Songs for a Verry Small Orchestra
Songs for a Verry Small Orchestra
It's almost 30 years since the celebrated New York composer Philip Glass arranged Pierce Turner's How it Shone, the Wexfordman's touching paean to his native town. Glass brought all the requisite flourishes - one remembers in particular that great drum or timpani, or whetever it was, banging loudly on the word Shone in the refrain. Glass' careful work helped to turn what was already a great song into a classic.
The composer recently returned to work with Turner, inviting him to perform at his 75th birthday celebrations in Carnegie Hall in February. "I said to him recently, “thank you so much for Carnegie hall,” Pierce recalls on his website. "He replied “ I’m a friendly guy, but I’m not that friendly, I’m doing it because I like your music.” They also played together at the Tibetan House benefit Concert at Carnegie Hall in 2010.
The song they do together (Turner on piano, singing, Glass on synthesiser) is the first track on this new album, Yogi with a Broken Heart which tells the true story of a devotee of yoga who, broken-hearted in love, turns to cocaine and a self-destructive path. (Pierce explains the genesis of the song below before Glass and Turner perform the song together here).
Reviewing Yogi with a Broken Heart, as performed at Carnegie Hall, The New York Times declared it “a cross between Joni Mitchell and opera.” “Soaring and reminiscent of David Bowie,” enthused Rolling Stone. Regina Spektor said “wow,” appparently.
Turner has an ambitious approach, a tendency to seek out the epic in the performance of his often deliciously melodic songs. How can I make this bigger? you feel he is thinking. But it's a tendency which has been reined in on the last two albums, while the new album is similarly restrained.
Complemented by astute brass, strings and percussion arrangements, Songs for a Verry Small Orchestra sets out to tell its stories without the visceral punchiness that characterised the first two Turner albums, It's Only A Long Way Across (1987) and The Sky and the Ground (1989).
The wistful Snow, for example, perfectly captures that sense of entrapment that being snowbound entails, the feeling that you should be frightfully busy somewhere else, rather than doing nothing at home. It plays on a kind of salaried worker guilt about being absent from work. But its weather report is subtly pointing at a more profound restlessness in the human psyche.
I'm Never Down for Long unashamedly borrows its melody from the hymn, Soul of My Saviour. Indeed Pierce was once a choir boy and this beautiful hymn would have been part of the standard repertoire. It's not the first time he has drawn on wonderful churchy echoes. Many of his songs have a kind of sanctity, a certain pure-as-the-driven-snow quality.
Using an ordinary workaday domestic scenario, It Really Should Be Working explores the tendency to believe that uncomplicated happiness is always within our grasp. He's the Guy She Adores - one of the most appealing songs on the record - teases the futility of going on loving someone after love breaks down.
It's not easy to get such a tremulous thing as that down in song, but Pierce Turner can do it - just check out Don't Want Her to Feel That Way or All Messed Up from the great Now Is Heaven album. It needs heart to write such songs, but it also needs musical organisation and focus. Pierce is one of the rare ones who has all three gifts.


**THE TASK**
Restate every record exactly as it is written, while omitting the pictures it holds.

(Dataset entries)
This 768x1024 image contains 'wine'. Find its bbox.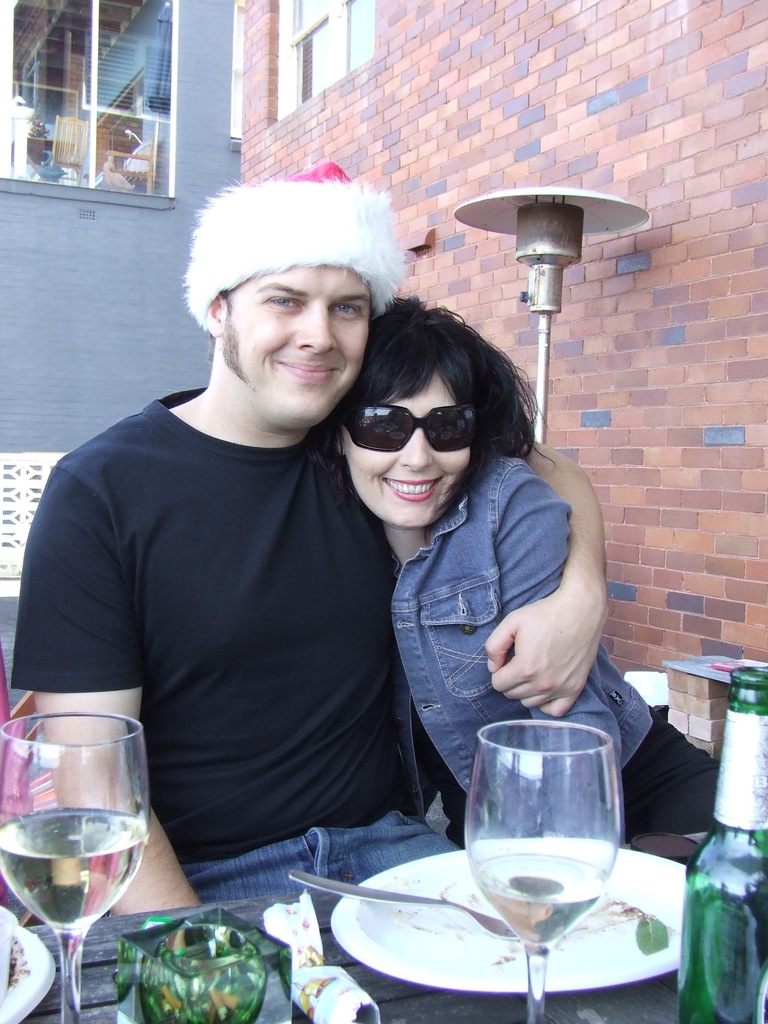
<region>0, 814, 159, 924</region>.
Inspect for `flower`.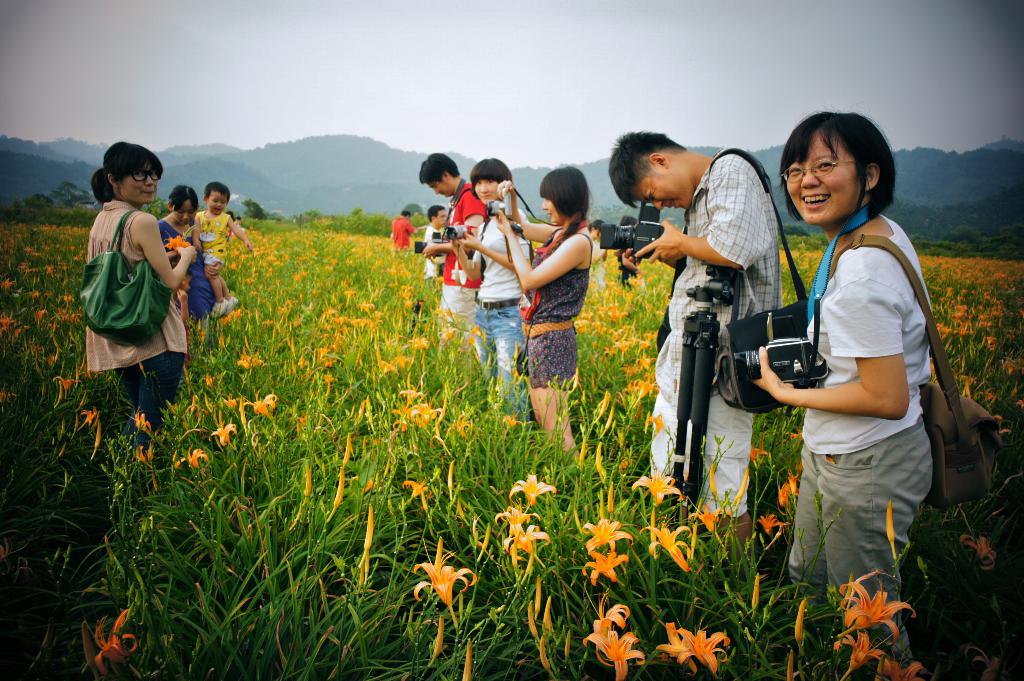
Inspection: l=0, t=316, r=22, b=339.
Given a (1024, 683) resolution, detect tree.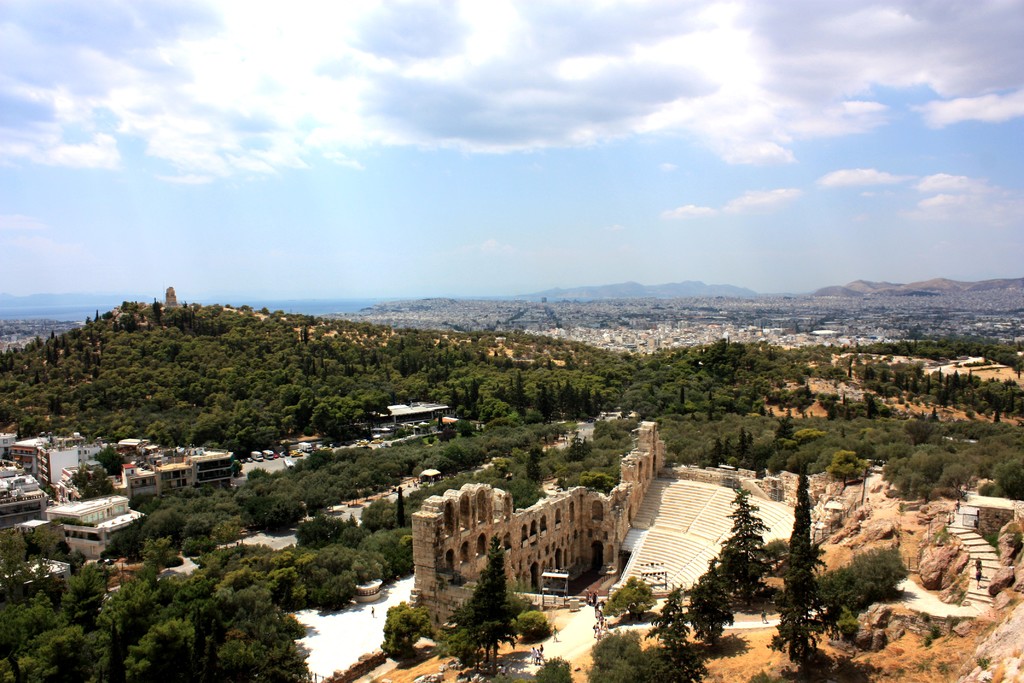
765/468/837/661.
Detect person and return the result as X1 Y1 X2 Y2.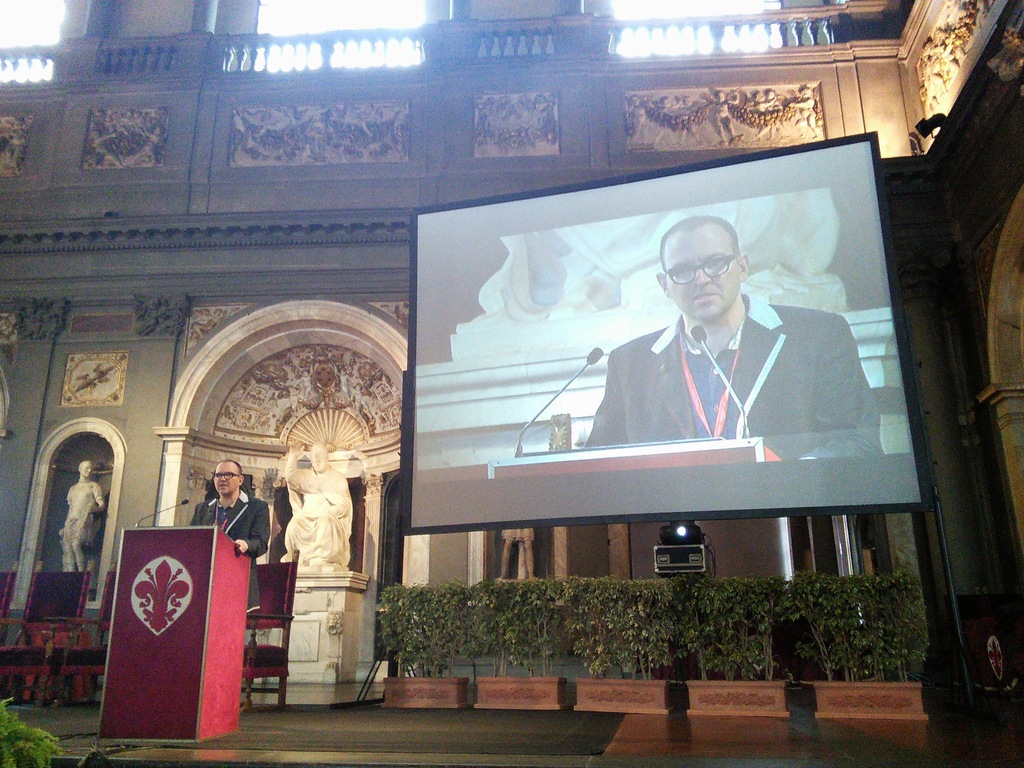
285 446 353 566.
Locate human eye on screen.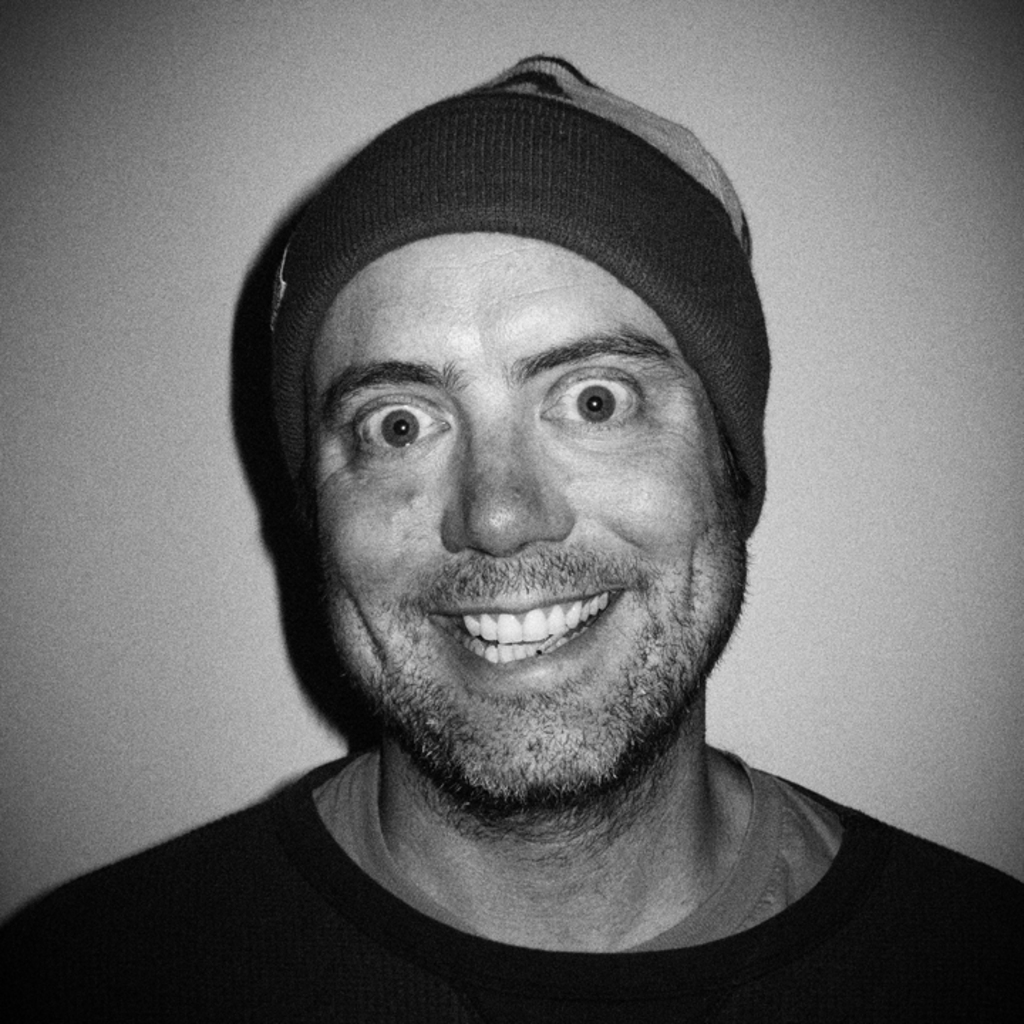
On screen at (336, 374, 464, 478).
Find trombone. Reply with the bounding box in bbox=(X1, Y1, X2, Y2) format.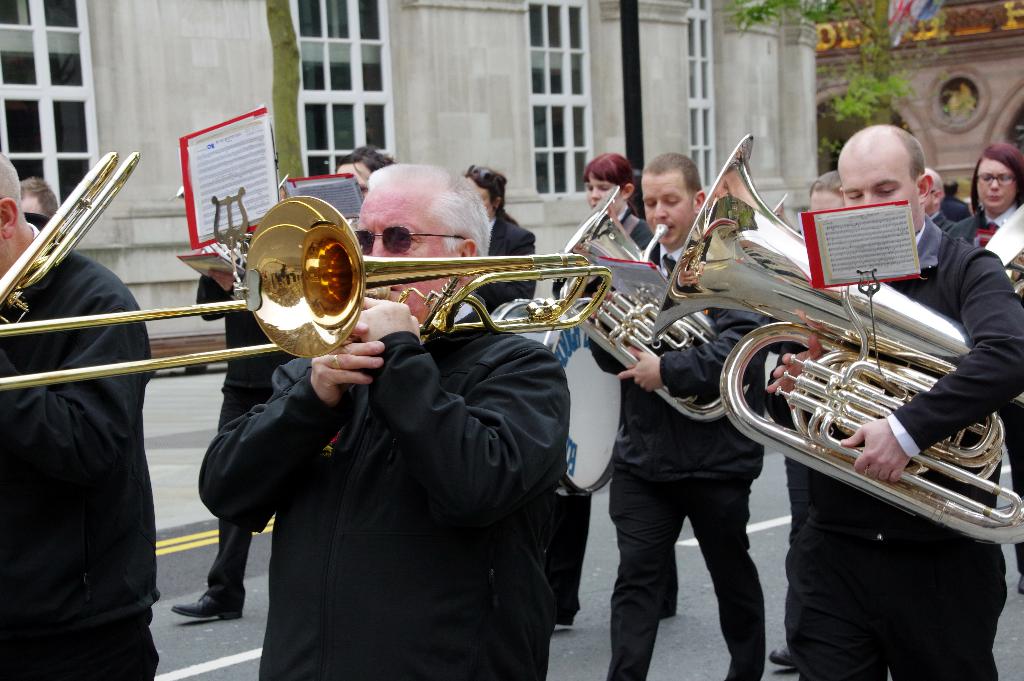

**RESULT FOR THIS EXERCISE**
This 768x1024 image contains 'wine'. Find its bbox.
<region>0, 814, 159, 924</region>.
Inspect for `flower`.
Inspection: l=0, t=316, r=22, b=339.
Given a (1024, 683) resolution, detect tree.
765/468/837/661.
Detect person and return the result as X1 Y1 X2 Y2.
285 446 353 566.
Locate human eye on screen.
On screen at (336, 374, 464, 478).
Find trombone. Reply with the bounding box in bbox=(X1, Y1, X2, Y2) format.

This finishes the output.